CATCHING OUT by DICK J. REAVIS
Author:DICK J. REAVIS
Language: eng
Format: epub
Publisher: SIMON & SCHUSTER
Published: 2010-07-15T00:00:00+00:00
11
COLLEGE BOYS
Sometimes a workingman can’t do what he’s asked, and sometimes he’s a fool to try: That’s the conclusion I drew one Tuesday after reporting to work for a crew from the generation that will lead, guide, or manage the nation’s future.
Four of us from Labor-4-U arrived about half an hour before starting time, 7:45, at a job site just blocks from the labor hall, on the wooded grounds of a nearby university. Its proximity meant that we’d have no fares to pay. The job description Dolly gave us, “unloading a truck,” sounded promising too.
It was the kind of job, I figured, whose crew would ordinarily include Real Deal and a couple of his acolytes, but he hadn’t been at the hall. Maybe he was in jail again, somebody said.
Since we were early, we found spots to sit and to recline. I struck up a conversation, first, with one of the two fortyish men on our crew, a lanky, pockmarked black named Lamar. For more than two years, he said, he’d been working a weekly ticket on a garbage crew. He’d started at six dollars an hour and had been promoted to an eight-dollar rate when he took on a tougher route, with more cans to lift.

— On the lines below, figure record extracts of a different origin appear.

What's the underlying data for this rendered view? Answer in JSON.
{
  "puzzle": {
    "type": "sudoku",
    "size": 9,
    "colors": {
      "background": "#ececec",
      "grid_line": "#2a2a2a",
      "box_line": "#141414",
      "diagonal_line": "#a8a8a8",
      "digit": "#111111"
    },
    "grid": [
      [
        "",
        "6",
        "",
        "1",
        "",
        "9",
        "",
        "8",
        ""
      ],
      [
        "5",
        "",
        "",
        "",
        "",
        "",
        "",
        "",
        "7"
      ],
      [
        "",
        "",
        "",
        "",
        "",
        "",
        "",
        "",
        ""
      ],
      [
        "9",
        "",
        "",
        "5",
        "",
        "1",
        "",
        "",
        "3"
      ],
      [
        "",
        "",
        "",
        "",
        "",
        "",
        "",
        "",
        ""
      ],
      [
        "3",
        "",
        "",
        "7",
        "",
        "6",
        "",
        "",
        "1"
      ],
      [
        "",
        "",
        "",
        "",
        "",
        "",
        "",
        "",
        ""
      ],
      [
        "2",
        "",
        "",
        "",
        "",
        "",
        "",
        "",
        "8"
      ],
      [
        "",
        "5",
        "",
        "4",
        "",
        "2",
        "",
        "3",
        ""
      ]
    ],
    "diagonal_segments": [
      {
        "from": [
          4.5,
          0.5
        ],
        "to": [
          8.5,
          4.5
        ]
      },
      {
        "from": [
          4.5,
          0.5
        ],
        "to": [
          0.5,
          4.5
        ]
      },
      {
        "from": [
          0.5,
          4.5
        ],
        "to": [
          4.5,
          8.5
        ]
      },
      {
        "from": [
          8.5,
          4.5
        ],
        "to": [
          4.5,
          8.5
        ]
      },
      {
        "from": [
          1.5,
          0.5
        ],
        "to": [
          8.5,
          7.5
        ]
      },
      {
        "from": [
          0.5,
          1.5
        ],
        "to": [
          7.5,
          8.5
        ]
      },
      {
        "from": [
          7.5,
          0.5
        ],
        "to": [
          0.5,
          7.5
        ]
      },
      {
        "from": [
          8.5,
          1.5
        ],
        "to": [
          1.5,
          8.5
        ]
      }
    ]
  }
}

The job had been lucrative, as far as Lamar was concerned, because it usually required fifty, sometimes sixty, hours per week. He had made $25,000 during the previous year, he said contentedly. But the trash-collecting company had decided not to renew its contract with Labor-4-U, and as an employee of a day-labor agency, he was not entitled to jobless benefits. Now he was working with the likes of me.
Also on the crew was Jamal, a young man in his late twenties or early thirties whom I knew from Automax outings. He was one of the hot-rodders, when his hands weren’t fiddling with his hair. He wore it in a style of thousands of twists, or ties, which he reviewed or revised constantly. It was a nervous habit, I suppose—better than smoking anyway.

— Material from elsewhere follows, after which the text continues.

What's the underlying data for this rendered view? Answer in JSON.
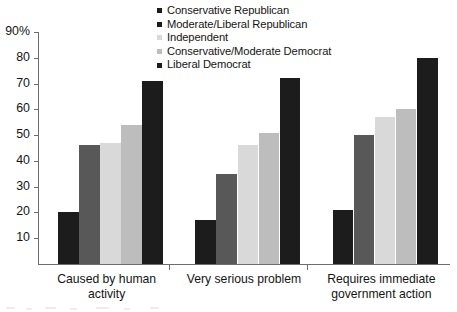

A third member of the crew was a husky white in his forties. The ticket was his first at the labor hall. The day before, he told me, he’d been working as a volunteer at a charity thrift shop, discharging a community-service sentence for driving while intoxicated.
About 8:15 a cream-colored rental van drove by, followed by an 18-wheeler, slowly and cautiously navigating down the narrow campus street. We followed the truck.

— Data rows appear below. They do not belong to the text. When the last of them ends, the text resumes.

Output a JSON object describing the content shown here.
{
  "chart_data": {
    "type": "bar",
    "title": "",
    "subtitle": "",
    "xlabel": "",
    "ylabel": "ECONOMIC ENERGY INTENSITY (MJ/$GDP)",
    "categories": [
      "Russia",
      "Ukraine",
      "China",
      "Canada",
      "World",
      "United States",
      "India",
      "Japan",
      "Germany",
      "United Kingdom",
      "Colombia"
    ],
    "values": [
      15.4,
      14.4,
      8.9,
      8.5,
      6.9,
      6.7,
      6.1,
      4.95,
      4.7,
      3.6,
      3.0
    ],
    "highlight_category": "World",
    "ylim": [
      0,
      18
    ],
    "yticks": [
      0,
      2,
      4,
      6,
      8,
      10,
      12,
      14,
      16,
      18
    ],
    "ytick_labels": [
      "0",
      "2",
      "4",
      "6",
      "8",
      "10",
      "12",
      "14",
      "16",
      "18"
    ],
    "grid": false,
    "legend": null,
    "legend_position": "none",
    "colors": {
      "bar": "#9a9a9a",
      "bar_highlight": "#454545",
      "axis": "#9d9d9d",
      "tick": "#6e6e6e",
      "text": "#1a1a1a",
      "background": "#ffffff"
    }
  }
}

The van parked. Six young men piled out. They were fresh-faced and tousle-headed. Five were white, one black. One of the whites wore a gray T-shirt whose back bore the legend “Supervisor.” The other T-shirts said “Installer.” It was summertime. They wore short pants.
We greeted them, but they merely nodded. They didn’t have time to bother with us yet. The 18-wheeler was backing into an even narrower street, lined by cars, parallel-parked on one side. The boys waved and whistled for fifteen minutes while the trucker wrestled with his rig. Its long trailer was a tight fit.